2020-12-16
ศัพท์ น่าสับสน ชุด R – Rapport & report
แนะนำการใช้ ตามที่ส่วนใหญ่ใช้ แต่ละท้องถิ่น
ความหมาย อาจผันแปร ตาม ตำแหน่ง/หน้าที่ ในประโยค
Dictionary.com
ออกเสียง Rapport = ‘ra-PAWR/POHR’
ออกเสียง Report = ‘ri-PAWRT’
Merriam-Webster Dictionary
report and rapport
Did You Know?
Report comes from the French verb reporter and
rapport comes from the French rapporter.
Both verbs mean "to bring back"
and can be traced back to the Latin verb portare,
meaning "to carry."
Rapporter also has the additional sense of "to report,"
which influenced the original English meaning of rapport
("an act or instance of reporting").
That sense of rapport dropped out of regular use
by the end of the 19th century.
Merriam-Webster Dictionary
Usage Notes
‘Rapport’ vs. ‘Report’
An easygoing, detailed account
The noun rapport means “a friendly, harmonious relationship,”
especially one “characterized by agreement, mutual understanding, or empathy that makes communication possible or easy.”
Both 'report' and 'rapport'ultimately derive
from the Latin verb 'portare,' meaning “to carry.”
Sometimes the noun is qualified with an adjective
or placed in a context that evaluatesthe harmony of that relationship:
Already the most popular figure, his latest return was marked with a noticeable shift in his rapport with fans.

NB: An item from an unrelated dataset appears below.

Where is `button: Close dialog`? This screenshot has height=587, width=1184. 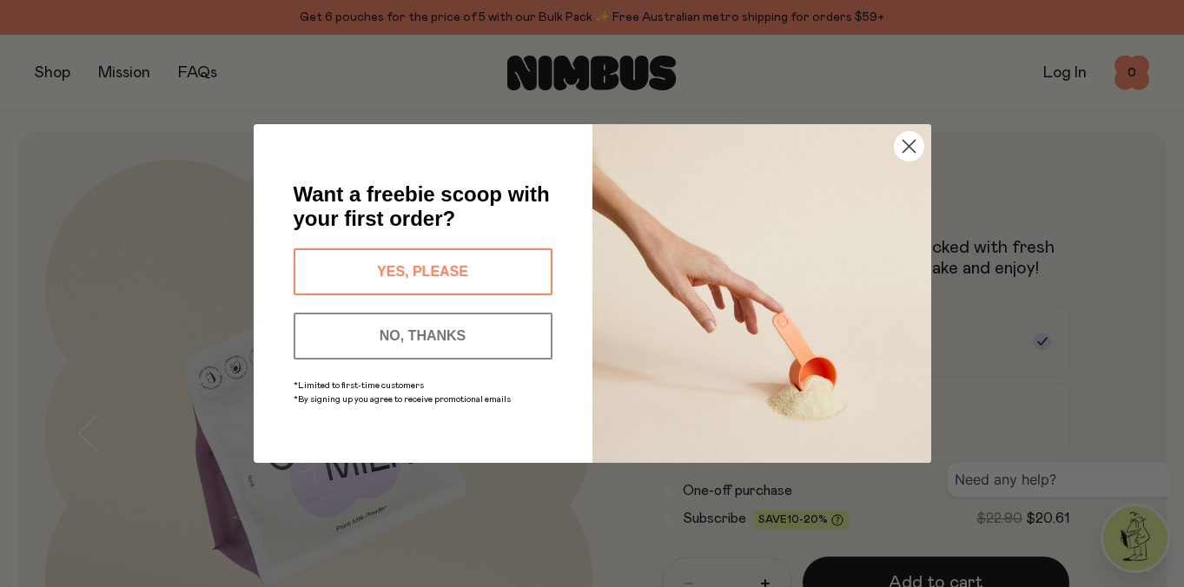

Woods no longer just entertained, he galvanized them, and they returned the favor.— Joel Beall, GolfDigest.com, 14 Apr. 2019
President Barack Obama kept Mr. el-Sisi at a distance. But it was his second White House invitation from Mr. Trump, who has obviously established a rapport with him. At a meeting in Saudi Arabia in May 2017, the two lavished praise on each other, with Mr. Trump even declaring: “Love your shoes. Boy, those shoes.” — Mark Landler, The New York Times, 9 Apr. 2019
I was able to break down film with Coach Gattis, and we had a great rapport with each other. He went really in-depth and it was unlike any other meeting I’ve had. — Miller Moss, quoted in The Detroit News, 12 Apr. 2018
The two men have an easy rapport, and the conversation was unguarded, particularly when Mr. Powell was discussing himself rather than the policies of the central bank. — Binyamin Applebaum, The New York Times, 10 Jan. 2019
Rapport derives from French;
to be en rapport was to be on the same wavelength with another.
“…his grammar may have been imperfect, but still I have understood him; he and I are en rapport; and I say again, Edward, that old Pontifex was not only an able man, but one of the very ablest men I ever knew." — Samuel Butler, The Way of All Flesh, 1903
Report carries a number of senses as a noun
("common talk,"
"a usually detailed account or statement,"
"an explosive noise") and as a verb (too numerous to list).
Rapport retains its French pronunciation in English,
unlike report, in which the end –t is pronounced.
When the comedian Stephen Colbert hosted The Colbert Report, he encouraged viewers to pronounce the last word in the title like rapport, to match the pronunciation of his French-derived name.
Rapport and report share more than resemblance, however.
Both words derive from French verbs meaning “to bring back,”
deriving from the Latin verb portare, meaning “to carry.”
Rapport carried the original English meaning of “an act or instance of reporting,” a use that dropped out by the end of the 19th century; a report is an account or statement brought back (“read his report from the meeting”).
Merriam-Webster Dictionary
Trend Watch
Rapport
The final Colbert Report led to some unusual dictionary research ...
When:
Lookups spiked on December 19, 2014.
Why:
The final episode of the Colbert Report brought about an unusual bit of dictionary research:
many people googled the phonetic spelling repore
– a search which leads to the Merriam-Webster entry for rapport
- which has a silent t, as it does in French.
Just as Stephen Colbert's show threw a wrench in the cable news formula, it threw a wrench into English pronunciation: playing on the French silent t in his name, he made Report rhyme with a faux-French pronunciation.
In fact, the English words report and rapport are similar words borrowed from French;
in modern French they are a single word spelled rapport.
The audio pronunciations most frequently listened to at Merriam-Webster.com include many foreign terms
such as niche and schadenfreude,
but the problem of silent terminal letters in French
always makes English speakers curious (and perhaps insecure).
This isn't the first time Colbert had a run-in with the dictionary.
In 2006, his coinage truthiness was named Merriam-Webster's Word of the Year by an online popular vote. He responded by gloating on his program, then complaining that the word wasn't yet entered in our dictionary.
Common Errors In English Usage Dictionary
Rapport
Many more people hear this word, meaning “affinity,” than read it,
judging by the popularity of various popular misspellings
such as "rapore” and “rapoire.”
If you get along really well with someone, the two of you have rapport.